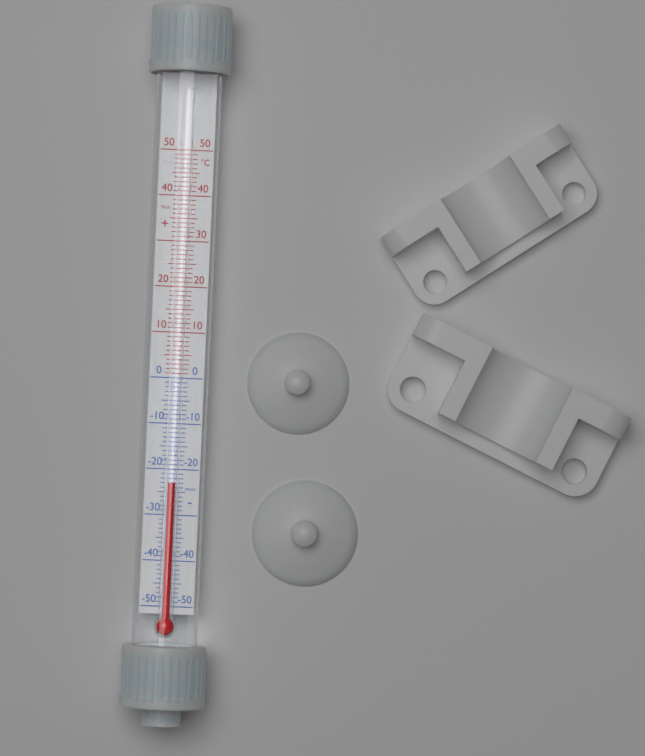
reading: -23 °C
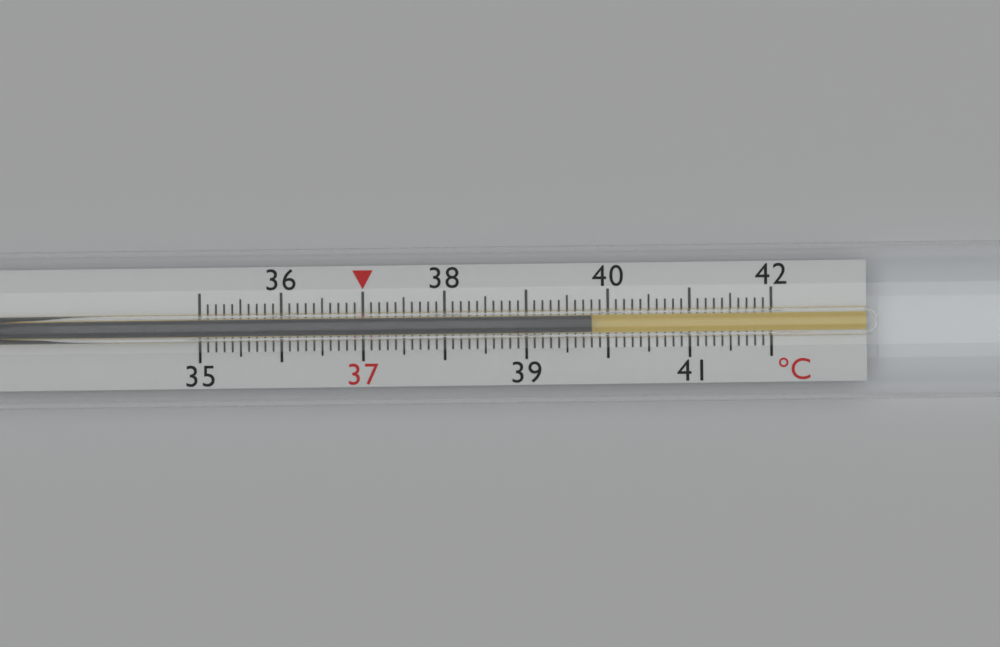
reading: 39.8 °C
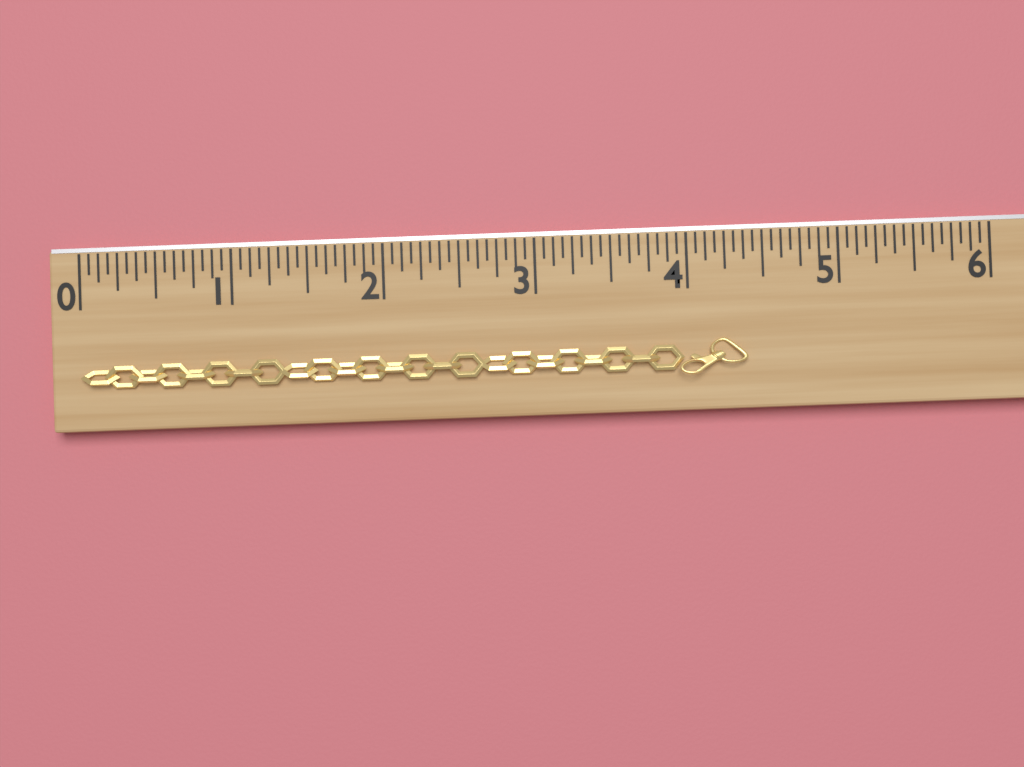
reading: 4.3750 (no unit)
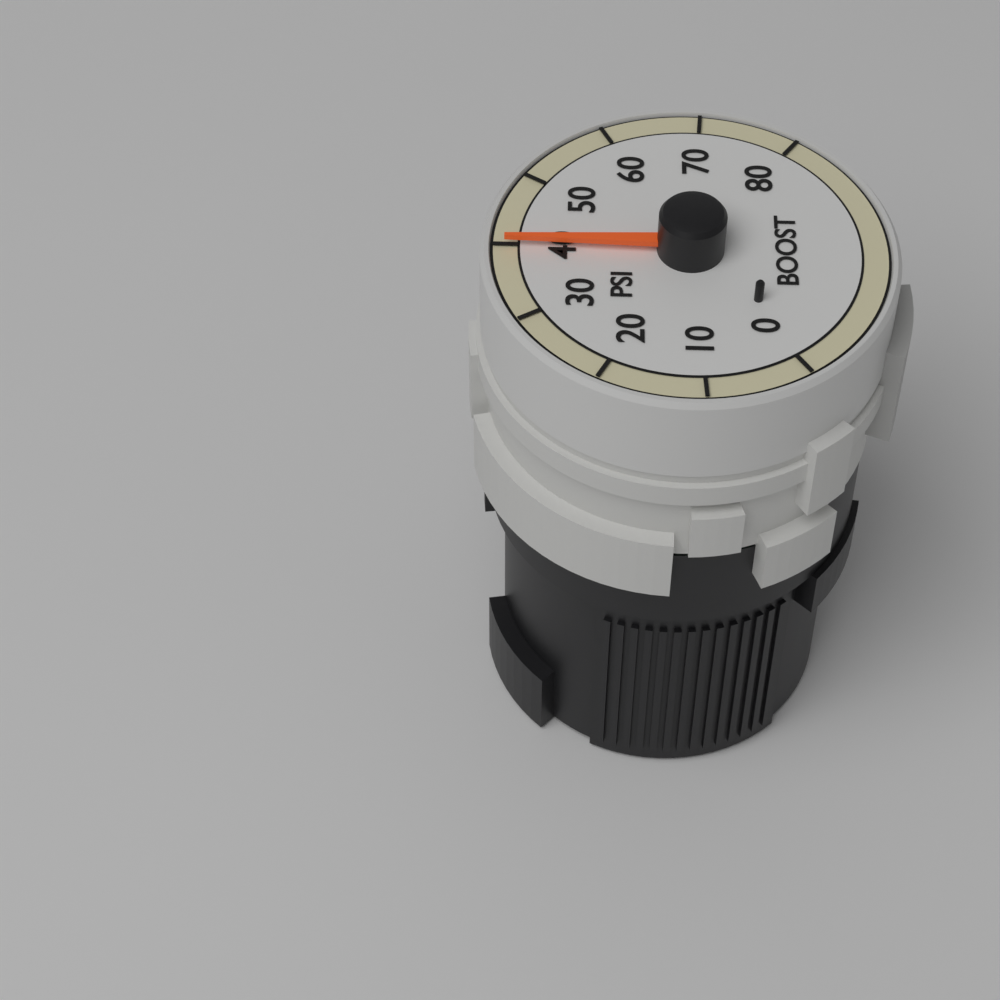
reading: 40 psi
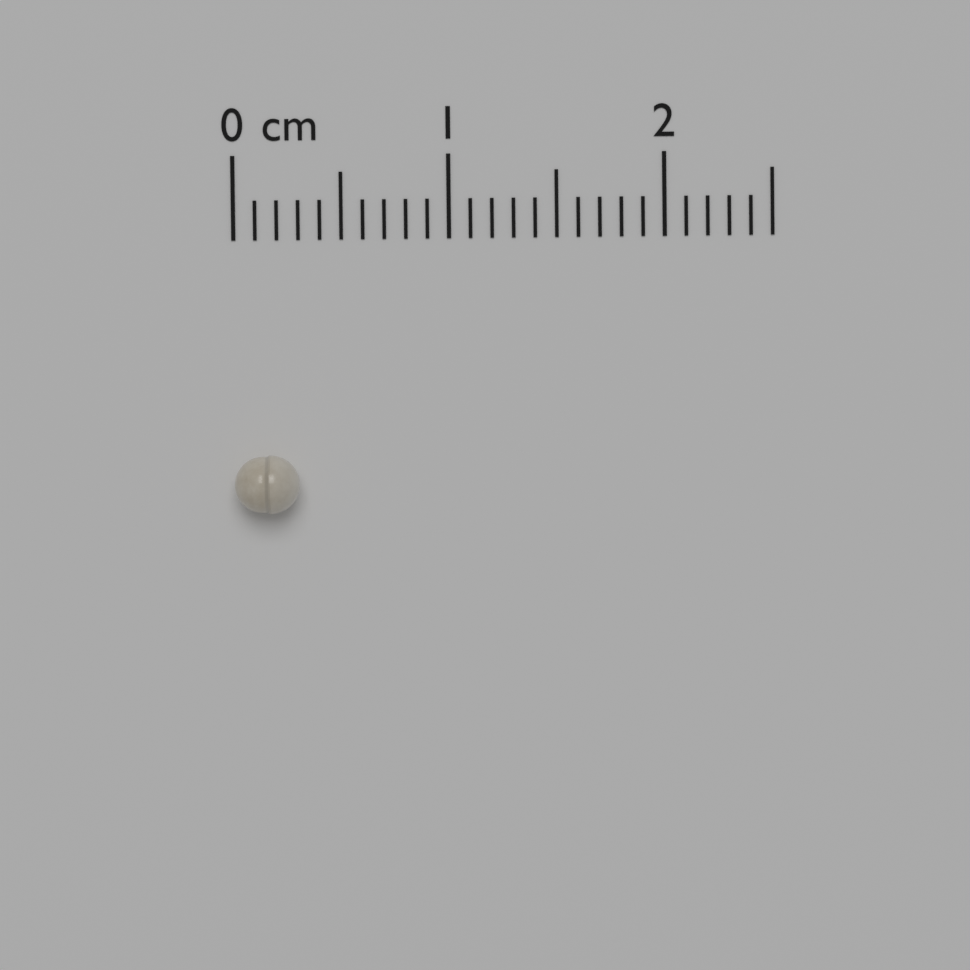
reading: 0.3 cm
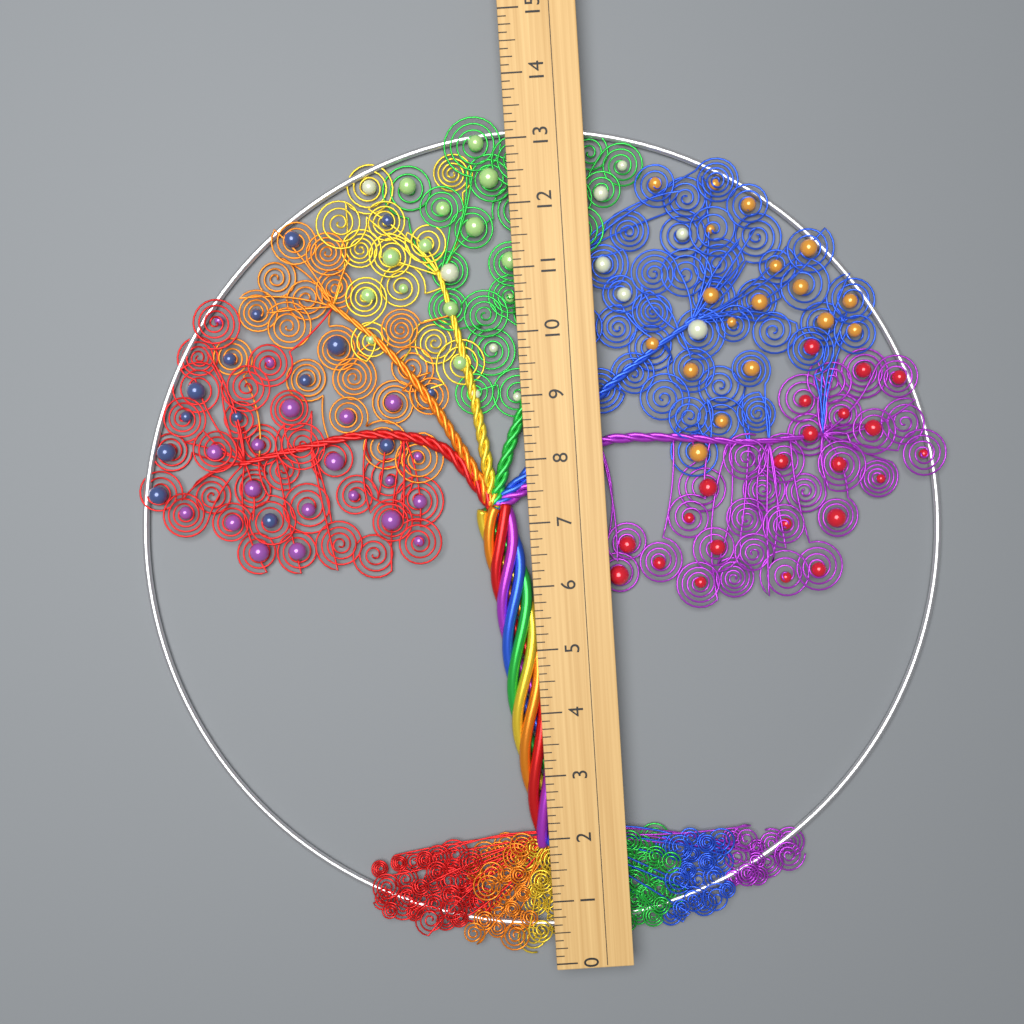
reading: 13.500 (no unit)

### Your goal
Please copy the records above word for word, leaving out every picture.

### Your response
reading: -23 °C
reading: 39.8 °C
reading: 4.3750 (no unit)
reading: 40 psi
reading: 0.3 cm
reading: 13.500 (no unit)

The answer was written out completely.